Suspended over the Earth, like the bolt of cheap foam that underlies a living-room rug, are trillions of gas molecules that shake when light hits them, creating heat and sending it earthward. Those molecules, produced by natural activities like plant respiration and volcanoes, have hung there since the planet became livable, post–Ice Age; absent carbon dioxide, methane, and other dense vapors, Palm Springs would still be permafrost. And as we’ve learned by drilling holes into Arctic ice sheets to read their chemical profiles, the ratio of those particles had held remarkably firm for 10,000 years or so, balancing the energy retained from the sun with the amount sent back into space.

But since the construction, in 1750, of the first coal-fired factories (and the invention, a century later, of the internal-combustion engine), the density of greenhouse gases has increased by a third, holding in much of the solar radiation that bounces off sidewalks and snowcaps. This set up a vicious feedback loop, in which the extra heat was reflected down into the soil or got stored in those giant holding vats, our oceans.

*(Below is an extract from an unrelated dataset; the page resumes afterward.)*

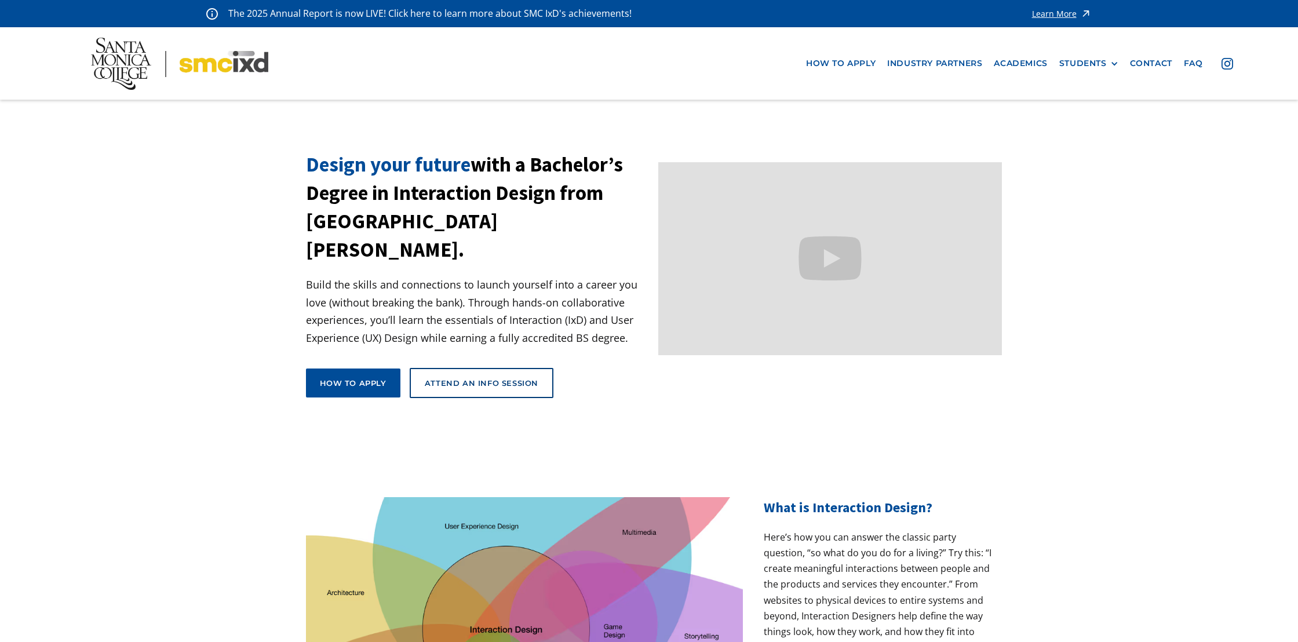 The width and height of the screenshot is (1298, 642). Describe the element at coordinates (482, 383) in the screenshot. I see `a: Attend an Info Session` at that location.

"If we could somehow scale back carbon, we’d still stay hot for centuries, manifesting the energy trapped in seas,” says Running, the University of Montana ecologist. “But if we don’t scale it back, we’ll soon cross a threshold where all of the sea ice melts — and then there’s no telling how high the oceans will get or any known way to make it stop.”
For eons, nature balanced its own emissions by capturing some of the gases in carbon sinks like marshes, soil, and forests. Trees are particularly deft sponges of carbon: Their leaves or needles convert it to sugars that feed them from crown to root, and they go on sopping up noxious particles until they rot, burn down, or get logged. But when clear-cutting commenced on a massive scale in the middle of the 19th century, the planet doubled down on its carbon load, making much more and trapping less. Roughly half the world’s woodlands have vanished since then. There’s a net loss the size of Greece each year — and no effort under way to start replanting."

M's notes: I've got an idea. Stop wasting earth's precious carbon to produce or buy things that contaminate it like plastics, factory produced food and "natural" gas.